Delft University of Technology南亮亮教授学术报告(2025年10月30日)
报告题目:Reconstructing and Understanding Urban Environments in 3D
报告人:南亮亮教授
报告时间:2025年10月30日 14:00-16:20
报告地点:仙林校区自动化学科楼321会议室
主办单位:自动化学院、科学技术处
报告人简介:

Liangliang Nan received his Ph.D. degree in Mechatronics Engineering from the Graduate University of the Chinese Academy of Sciences in 2009. From 2009 to 2013, he was an assis
tant professor and later associate professor at Shenzhen Institute of Advanced Technology, Chinese Academy of Sciences.
Between 2013 and 2018, he worked as a Research Scientist at the Visual Computing Center, KAUST. He is currently an Associate Professor at Delft University of Technology, where he leads the AI lab on 3D Urban Understanding (3DUU). His research interests lie at the intersection of computer vision, computer graphics, and 3D geoinformation, with a focus on understanding and modeling real-world scenes. His expertise has been recognized with numerous awards, and he served as an area chair for ICCV 2023 and ECCV 2024.Delft University of Technology. He published more than 60 papers and 12 PCTs such as IEEE TPAMI, ACM TOG, SIGGRAPH, SIGGRAPH Asia, IJCV, ICCV, CVPR, ECCV, et.al.
报告摘要:Digitalization of urban scenes is transforming how we document, analyze, and plan our built environment. Advances in laser scanning and 3D computer vision now allow us to capture cities as massive collections of 3D points (i.e., point clouds) that encode real-world geometry with remarkable detail. Yet turning these raw data into compact, accurate, and meaningful 3D models remains a key challenge. In this talk, I will outline our journey from point cloud based scene reconstruction to semantic understanding of urban models. I will introduce techniques that convert noisy, incomplete 3D scans into lightweight, watertight polygonal representations and demonstrate our effort on inferring high-level structures and semantics. Finally, I will highlight emerging trends toward large-scale, semantically rich digital twins of cities. These developments promise to support applications in urban planning, sustainability analysis, autonomous navigation, and cultural heritage preservation, bringing us closer to truly intelligent digital cities.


## Your objective:
Omit every picture, then return each line of the data below exactly.

## Data to process:

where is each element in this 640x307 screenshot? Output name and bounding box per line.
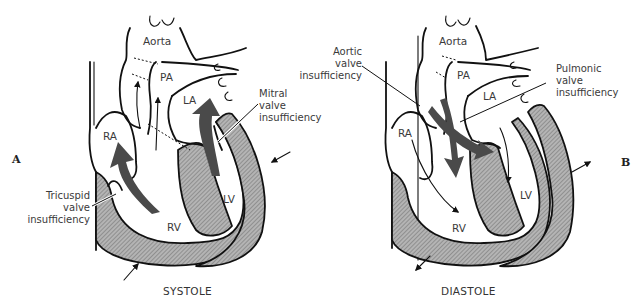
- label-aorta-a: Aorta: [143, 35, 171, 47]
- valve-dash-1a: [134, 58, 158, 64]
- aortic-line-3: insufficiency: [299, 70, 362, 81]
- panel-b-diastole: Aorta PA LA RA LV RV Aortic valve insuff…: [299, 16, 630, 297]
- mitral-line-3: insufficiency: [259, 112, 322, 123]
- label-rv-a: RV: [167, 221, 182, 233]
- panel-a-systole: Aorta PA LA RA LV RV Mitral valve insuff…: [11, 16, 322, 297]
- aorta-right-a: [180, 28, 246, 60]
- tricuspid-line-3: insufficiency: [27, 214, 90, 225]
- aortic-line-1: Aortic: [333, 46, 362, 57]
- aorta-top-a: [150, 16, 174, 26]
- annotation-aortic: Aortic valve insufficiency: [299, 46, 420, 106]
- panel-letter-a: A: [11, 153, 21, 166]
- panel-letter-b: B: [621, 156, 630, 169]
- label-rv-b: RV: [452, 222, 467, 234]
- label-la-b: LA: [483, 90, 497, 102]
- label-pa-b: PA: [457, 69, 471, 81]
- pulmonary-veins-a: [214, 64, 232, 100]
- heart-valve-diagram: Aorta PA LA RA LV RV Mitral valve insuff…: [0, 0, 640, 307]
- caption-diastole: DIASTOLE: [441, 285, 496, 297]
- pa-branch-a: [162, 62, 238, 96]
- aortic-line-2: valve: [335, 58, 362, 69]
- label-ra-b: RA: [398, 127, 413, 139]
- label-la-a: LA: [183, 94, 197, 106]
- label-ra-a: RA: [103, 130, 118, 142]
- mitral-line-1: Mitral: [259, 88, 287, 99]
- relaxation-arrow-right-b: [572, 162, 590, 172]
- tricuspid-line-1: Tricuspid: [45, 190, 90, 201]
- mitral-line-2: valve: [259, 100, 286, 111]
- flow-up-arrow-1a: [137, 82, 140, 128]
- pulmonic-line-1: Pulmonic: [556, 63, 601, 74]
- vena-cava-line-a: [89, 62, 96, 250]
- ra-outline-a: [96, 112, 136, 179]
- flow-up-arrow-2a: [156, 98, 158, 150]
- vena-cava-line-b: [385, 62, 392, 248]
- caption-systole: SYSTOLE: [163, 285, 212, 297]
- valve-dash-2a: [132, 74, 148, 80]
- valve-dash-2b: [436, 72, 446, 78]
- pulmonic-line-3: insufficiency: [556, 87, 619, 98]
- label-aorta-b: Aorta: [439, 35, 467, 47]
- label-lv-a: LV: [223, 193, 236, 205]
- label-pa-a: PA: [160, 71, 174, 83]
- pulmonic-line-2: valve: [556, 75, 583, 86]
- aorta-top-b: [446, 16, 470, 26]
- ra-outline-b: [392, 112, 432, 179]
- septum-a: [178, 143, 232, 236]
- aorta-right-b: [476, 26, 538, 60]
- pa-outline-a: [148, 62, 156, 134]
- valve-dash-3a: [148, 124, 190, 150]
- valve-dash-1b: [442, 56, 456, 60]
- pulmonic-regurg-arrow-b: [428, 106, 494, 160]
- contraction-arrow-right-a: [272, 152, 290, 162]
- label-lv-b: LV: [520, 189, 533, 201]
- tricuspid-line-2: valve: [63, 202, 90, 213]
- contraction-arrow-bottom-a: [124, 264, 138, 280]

## Exercise answer:
where is each element in this 640x307 screenshot? Output name and bounding box per line.
- label-aorta-a: Aorta: [143, 35, 171, 47]
- valve-dash-1a: [134, 58, 158, 64]
- aortic-line-3: insufficiency: [299, 70, 362, 81]
- panel-b-diastole: Aorta PA LA RA LV RV Aortic valve insuff…: [299, 16, 630, 297]
- mitral-line-3: insufficiency: [259, 112, 322, 123]
- label-rv-a: RV: [167, 221, 182, 233]
- panel-a-systole: Aorta PA LA RA LV RV Mitral valve insuff…: [11, 16, 322, 297]
- aorta-right-a: [180, 28, 246, 60]
- tricuspid-line-3: insufficiency: [27, 214, 90, 225]
- aortic-line-1: Aortic: [333, 46, 362, 57]
- aorta-top-a: [150, 16, 174, 26]
- annotation-aortic: Aortic valve insufficiency: [299, 46, 420, 106]
- panel-letter-a: A: [11, 153, 21, 166]
- panel-letter-b: B: [621, 156, 630, 169]
- label-rv-b: RV: [452, 222, 467, 234]
- label-la-b: LA: [483, 90, 497, 102]
- label-pa-b: PA: [457, 69, 471, 81]
- pulmonary-veins-a: [214, 64, 232, 100]
- heart-valve-diagram: Aorta PA LA RA LV RV Mitral valve insuff…: [0, 0, 640, 307]
- caption-diastole: DIASTOLE: [441, 285, 496, 297]
- pa-branch-a: [162, 62, 238, 96]
- aortic-line-2: valve: [335, 58, 362, 69]
- label-ra-b: RA: [398, 127, 413, 139]
- label-la-a: LA: [183, 94, 197, 106]
- label-ra-a: RA: [103, 130, 118, 142]
- mitral-line-1: Mitral: [259, 88, 287, 99]
- relaxation-arrow-right-b: [572, 162, 590, 172]
- tricuspid-line-1: Tricuspid: [45, 190, 90, 201]
- mitral-line-2: valve: [259, 100, 286, 111]
- flow-up-arrow-1a: [137, 82, 140, 128]
- pulmonic-line-1: Pulmonic: [556, 63, 601, 74]
- vena-cava-line-a: [89, 62, 96, 250]
- ra-outline-a: [96, 112, 136, 179]
- flow-up-arrow-2a: [156, 98, 158, 150]
- vena-cava-line-b: [385, 62, 392, 248]
- caption-systole: SYSTOLE: [163, 285, 212, 297]
- valve-dash-2a: [132, 74, 148, 80]
- valve-dash-2b: [436, 72, 446, 78]
- pulmonic-line-3: insufficiency: [556, 87, 619, 98]
- label-aorta-b: Aorta: [439, 35, 467, 47]
- label-lv-a: LV: [223, 193, 236, 205]
- label-pa-a: PA: [160, 71, 174, 83]
- pulmonic-line-2: valve: [556, 75, 583, 86]
- aorta-top-b: [446, 16, 470, 26]
- ra-outline-b: [392, 112, 432, 179]
- septum-a: [178, 143, 232, 236]
- aorta-right-b: [476, 26, 538, 60]
- pa-outline-a: [148, 62, 156, 134]
- valve-dash-3a: [148, 124, 190, 150]
- valve-dash-1b: [442, 56, 456, 60]
- pulmonic-regurg-arrow-b: [428, 106, 494, 160]
- contraction-arrow-right-a: [272, 152, 290, 162]
- label-lv-b: LV: [520, 189, 533, 201]
- tricuspid-line-2: valve: [63, 202, 90, 213]
- contraction-arrow-bottom-a: [124, 264, 138, 280]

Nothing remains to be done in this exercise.